The Little Book of Transformative Community Conferencing: A Hopeful, Practical Approach to Dialogue

· Sold by Simon and Schuster
Ebook
128
Pages
Eligible

About this ebook

When conflicts become ingrained in communities, people lose hope. Dialogue is necessary but never sufficient, and often actions prove inadequate to produce substantial change. Even worse, chosen actions create more conflict because people have different lived experiences, priorities, and approaches to transformation. So what’s the story?

In The Little Book of Transformative Community Conferencing, David Anderson Hooker offers a hopeful, accessible approach to dialogue that:

Integrates several practice approaches including restorative justice, peacebuilding, and arts
Creates welcoming, non-divisive spaces for dialogue
Names and maps complex conflicts, such as racial tensions, religious divisions, environmental issues, and community development as it narrates simple stories
Builds relationships and foundations for trust needed to support long-term community transformation projects
And results in the crafting of hopeful, future-oriented visions of community that can transform relationships, resource allocation, and structures in service of communities’ preferred narratives.

The Little Book Transformative Community Conferencing will prove valuable and timely to mediators, restorative justice practitioners, community organizers, as well as leaders of peacebuilding and change efforts. It presents an important, stand-alone process, an excellent addition to the study and practice of strategic peacebuilding, restorative justice, conflict transformation, trauma healing, and community organizing.

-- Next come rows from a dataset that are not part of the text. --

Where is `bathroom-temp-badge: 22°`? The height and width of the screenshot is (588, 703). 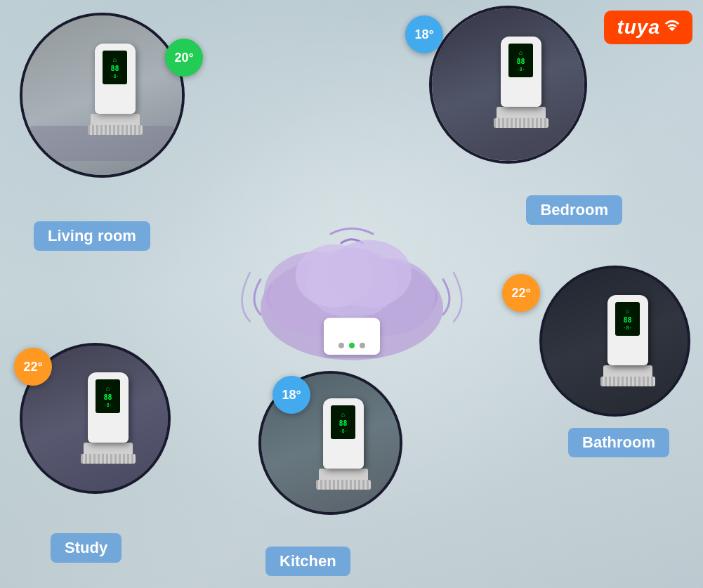
bathroom-temp-badge: 22° is located at coordinates (521, 293).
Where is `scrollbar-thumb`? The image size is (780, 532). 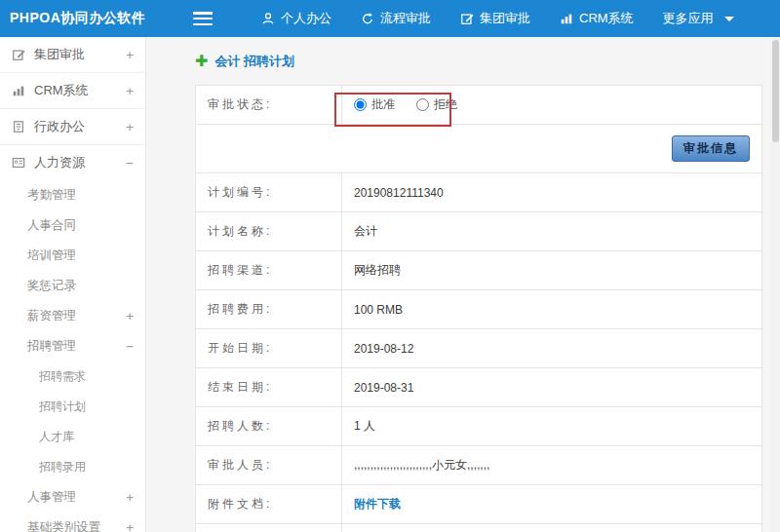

This book recognizes the complexity of conflict, choosing long-term solutions over inadequate quick fixes. The Transformative Community Conferencing model emerges from the author’s thirty years of practice in contexts as diverse as South Sudan; Mississippi; Greensboro, North Carolina; Oakland, California; and Nassau, Bahamas.

About the author

David Anderson Hooker, PhD, JD, MDiv, is an independent practitioner and scholar with more than 30 years’ experience in conflict transformation, peacebuilding, and community organizing. Hooker has worked in family, organizational, community, and national contexts throughout Africa, Asia, the Caribbean, Europe, and the US. He is co-author (with Amy Potter-Czjaikowski) of Transforming Historical Harms (Eastern Mennonite University, 2012).